The virus primarily monitors INT 13h for service 02h (Read Sectors from Drive). On every read request, AntiEXE calculates a 3-in-256 chance of payload activation based on the system timer at address 0000:046Ch. As a stealth technique, when a read is directed at cylinder 0, sector 1, head 0, the virus returns the original boot sector to the requesting program instead of the viral code, effectively spoofing many antivirus and disk utilities.[3]:11 When infecting newly inserted floppy disks in drives A: and B:, the virus uses the BIOS parameter block to determine where to store the original boot sector.[3]:11–12 Because it fails to verify if that area of the disk is already in use, however, this often results in major data corruption to floppy disks.[3]:12

AntiEXE's payload is specifically designed to target a particular, unidentified .exe file. When the payload is active, the virus examines the header of every sector read via INT 13h; if it matches the signature of an .exe file exactly 200,768 bytes in length with 3,895 relocations, the virus corrupts the file's header. This prevents the file from loading or being copied correctly. While research has suggested the intended target may have been a Russian antivirus software package, which would explain the peculiar handling of INT F9h, this remains unconfirmed.[3]:12

Spread

AntiEXE was first isolated in France in September 1993. Although most computer virus researchers speculate that AntiEXE originated from Russia, François Paget of McAfee posits that it was programmed by a Parisian hacker. It was among the top three most common computer viruses detected in France from 1994 to 1995.[5]:11 By mid-1994, according to the Virus Bulletin, it was epidemic worldwide.[6]:15 Per Symantec in 1996 and Dr Solomon in 1998, it was the third most common computer virus.[7]

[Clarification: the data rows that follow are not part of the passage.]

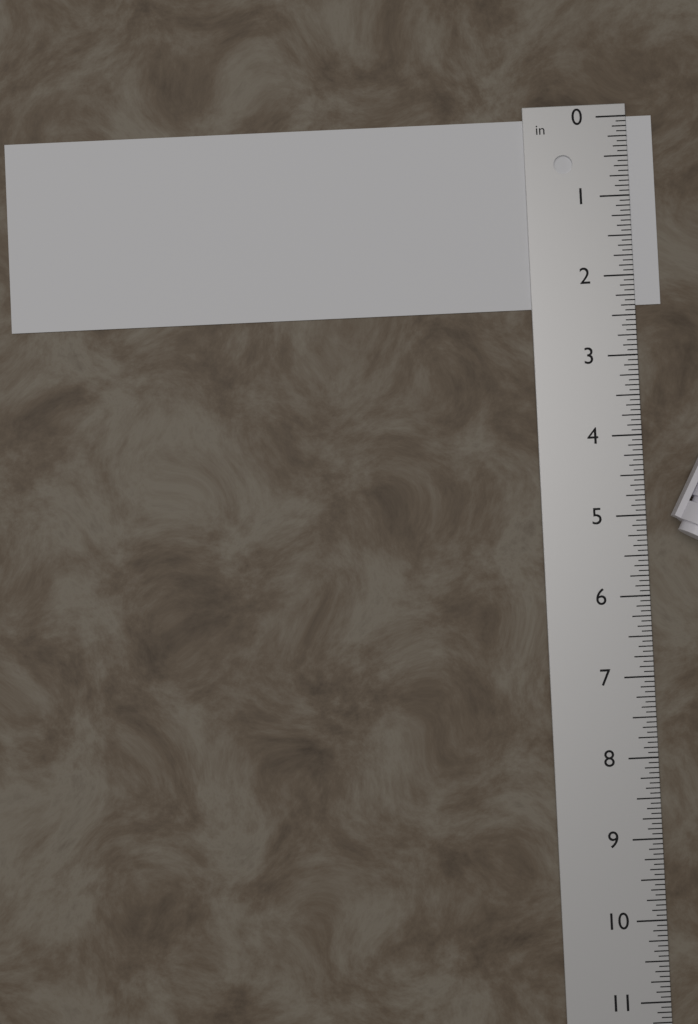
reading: 2.3750 in
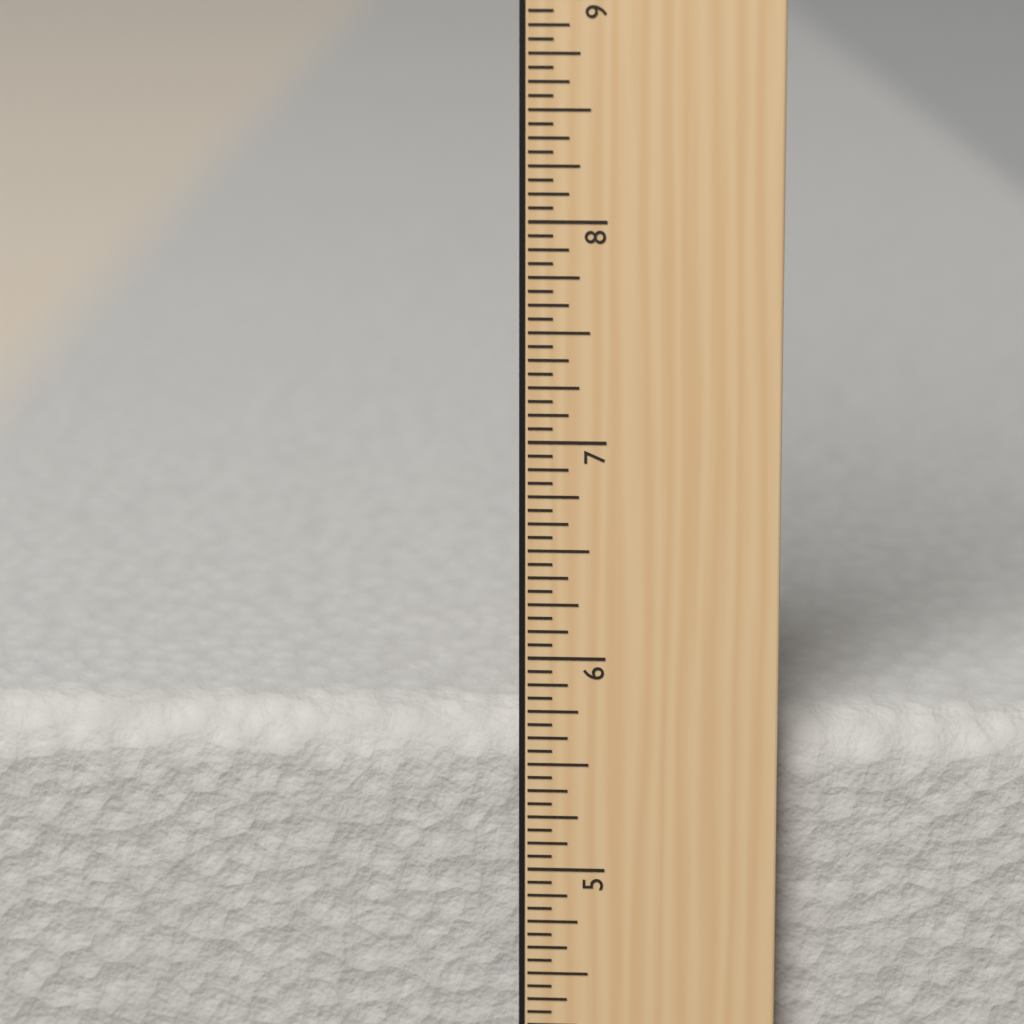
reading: 5.6875 in
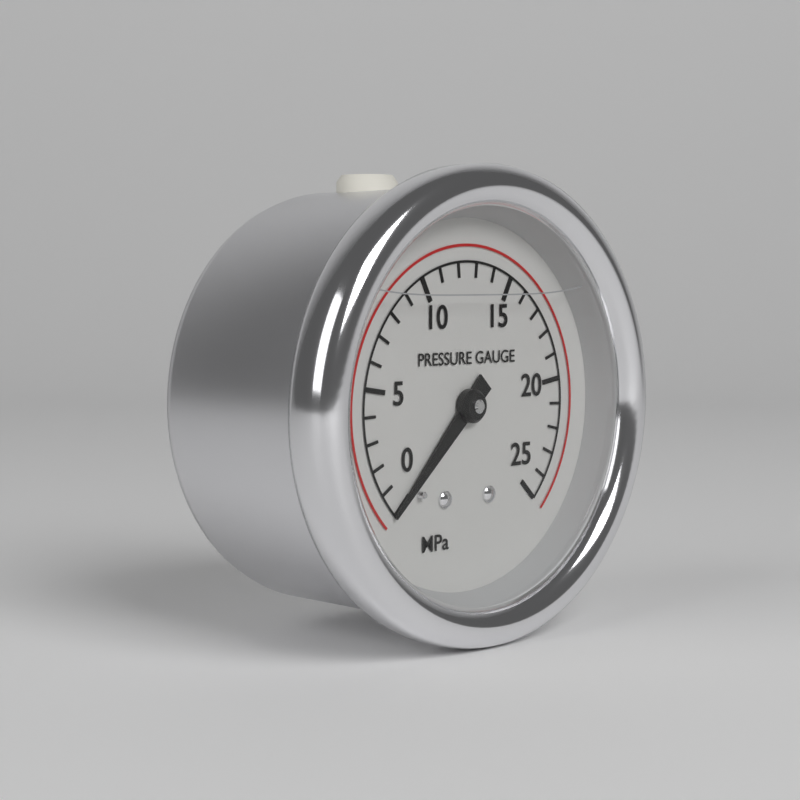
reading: 0 MPa
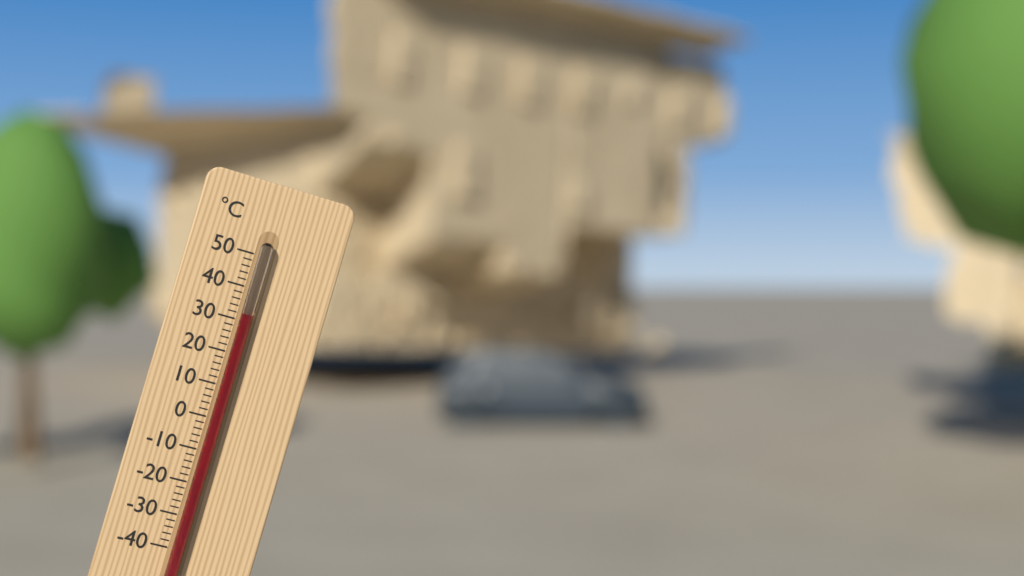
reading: 32 °C
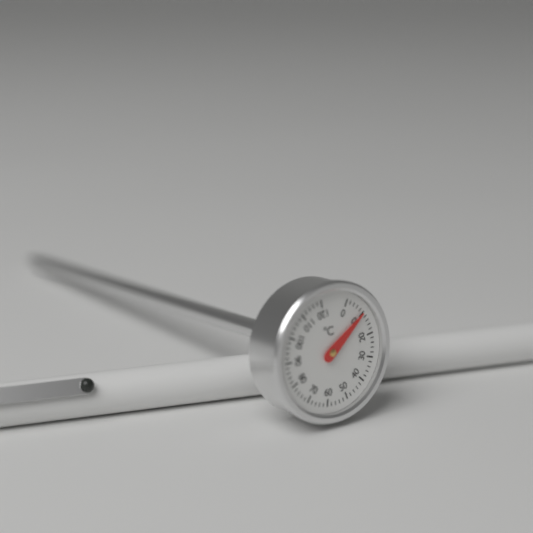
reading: 10 °C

PC World in early 1999 noted that AntiEXE and Form were still flourishing, albeit they were "golden oldies" compared to the then-burgeoning viruses distributed through the Web.[8]:125

Incidents

Across the United States, the virus caused numerous local outages and led to minor municipal controversies. Throughout 1994, AntiEXE had infected most of the desktop computers at both the Carilion Clinic and the City Council in Roanoke, Virginia, causing panics over data loss.[1]:D7 In March 1995 at a recordkeeping company in Cincinnati, Ohio, the virus was detected at a workstation that was handling floppy disks for hundreds of customers in Greater Cincinnati.[9] In May 1995 in Republic, Washington, AntiEXE caused a fracas during a protracted land-use planning debate in Ferry County, after a floppy disk prepared by local environmentalists—containing data intended to support their position against resource industries being the primary source of revenue for the county—was infected with AntiEXE and spread to a county computer containing the comprehensive plan in favor of the land use by those industries. Representatives from the county called it a deliberate act of sabotage, while the environmentalists said the disk was infected inadvertently.[10] In May 1999, AntiEXE crippled the entire computer network for San Juan County, Washington, for nearly a week, leading to service disruptions.[11]

AntiEXE also affected the IT industry in a number of notable incidents. In January 1995, the software vendor SunGard inadvertently distributed dozens of copies of their CBR disaster recovery software on floppy disks infected with AntiEXE to customers in Greater Philadelphia. Officials at SunGard determined that the virus infected a master disk used in mass duplication.[12][13] In June 1995, Merriam-Webster issued a recall of 2,500 packages containing the Windows-only versions of their Collegiate Dictionary and Collegiate Thesarus reference software after it was discovered that the master disk used in mass duplication was infected with AntiEXE and had infected all copies.[14][15] In September 1997, Toshiba America Information Systems issued a bulletin announcing that less than one percent of their notebook computers that had been manufactured in August were infected with AntiEXE during final end-user testing at their facility in Orange, California.[16][17] The virus only affected users who opted to install Windows for Workgroups 3.11 on their notebooks, as its successor Windows 95 eradicates the virus during the installation process.[18]